Input Validation With ASP.NET, Part 1
(Page 1 of 6 )
Often, application errors are caused by "bad" data entered by end-users. Find out how to protect your Web application from bad data by enforcing validation rules on user input with ASP.NET's Validator objects. This article discusses forcing user input for specific fields, constraining input to a specified range of values and ensuring that the data entered satisfies comparison tests.
Being Bad
One of the primary reasons for application errors (and the often-disastrous consequences that follow) is the "bad" data entered by the application's end-users. It's not uncommon to find applications falling apart because the user made a mistake while entering a critical piece of information, especially if the application's been written by a novice developer too inexperienced to know better.
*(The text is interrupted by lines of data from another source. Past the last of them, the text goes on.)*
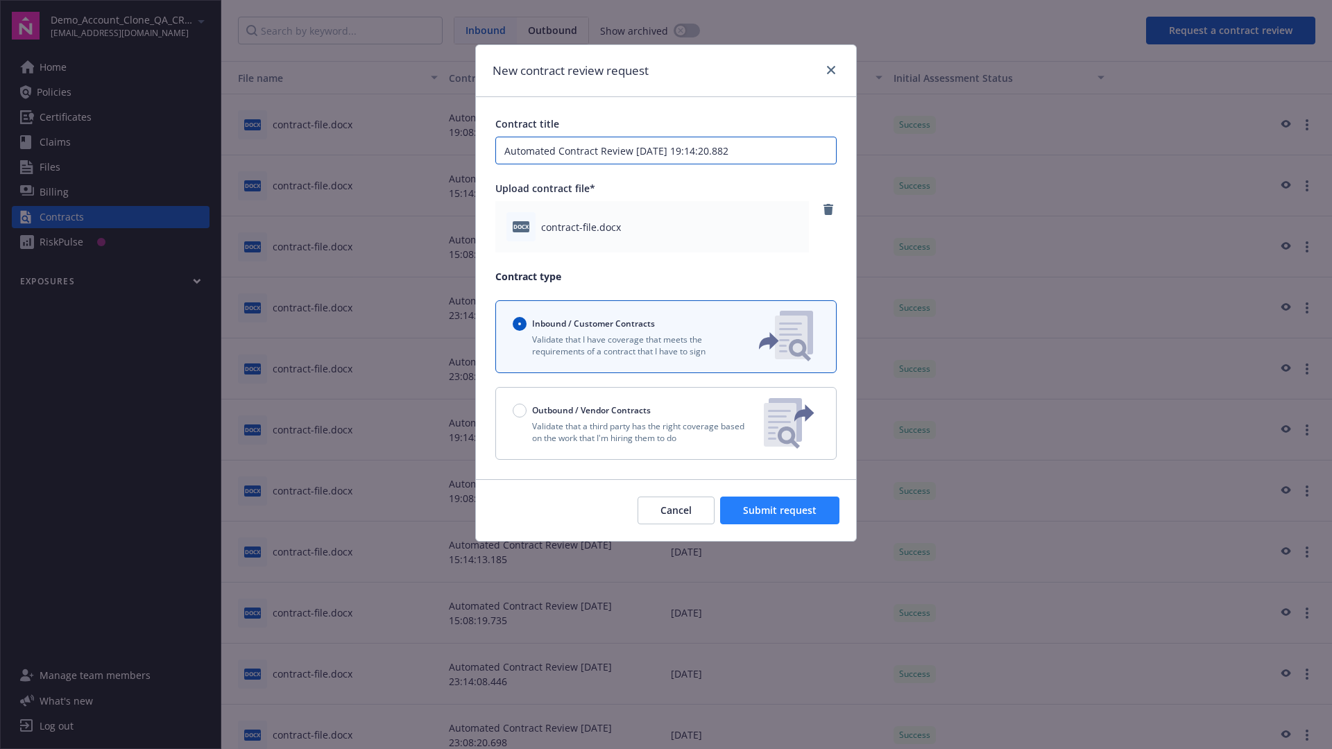 The height and width of the screenshot is (749, 1332). What do you see at coordinates (570, 71) in the screenshot?
I see `h1: New contract review request` at bounding box center [570, 71].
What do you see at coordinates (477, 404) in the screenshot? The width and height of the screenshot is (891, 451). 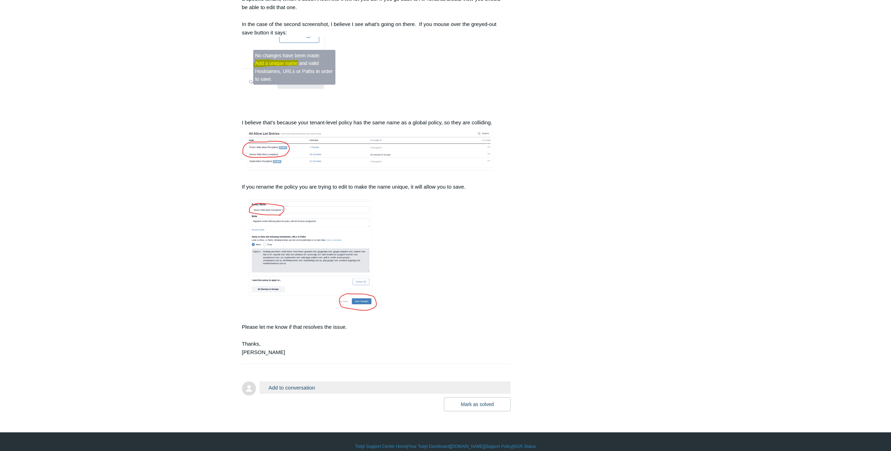 I see `button: Mark as solved` at bounding box center [477, 404].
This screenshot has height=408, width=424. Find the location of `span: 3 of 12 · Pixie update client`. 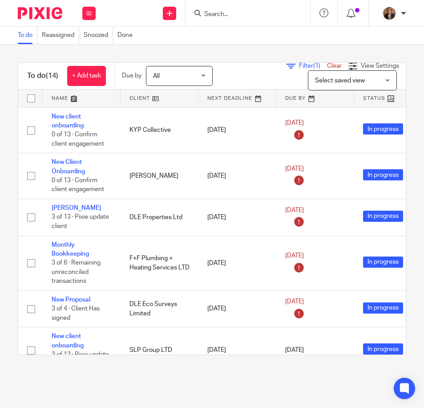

If that novice developer is you, you're going to thank your stars that you found this article today.
Now, you can't stop a user from entering bad data into your application, but you can certainly check what's been entered and trigger off warnings if it's incorrect. This process is called input validation, and it's something you must do in every application you develop. This is twice as true for Web applications, which involve lots of forms and databases - if you don't have input validation in your Web-based application, you run the risk of corrupting your database by allowing incorrect, unverified values to be stored in it.
Over the next few pages, I'm going to show you how you can wrap your code in bulletproof Kevlar, so that no matter how bad the user input is, your code will detect it, warn the user about it, and will keep ticking, instead of blowing all its fuses. In ASP.NET, doing this is surprisingly simple - if you know about the built-in Validators.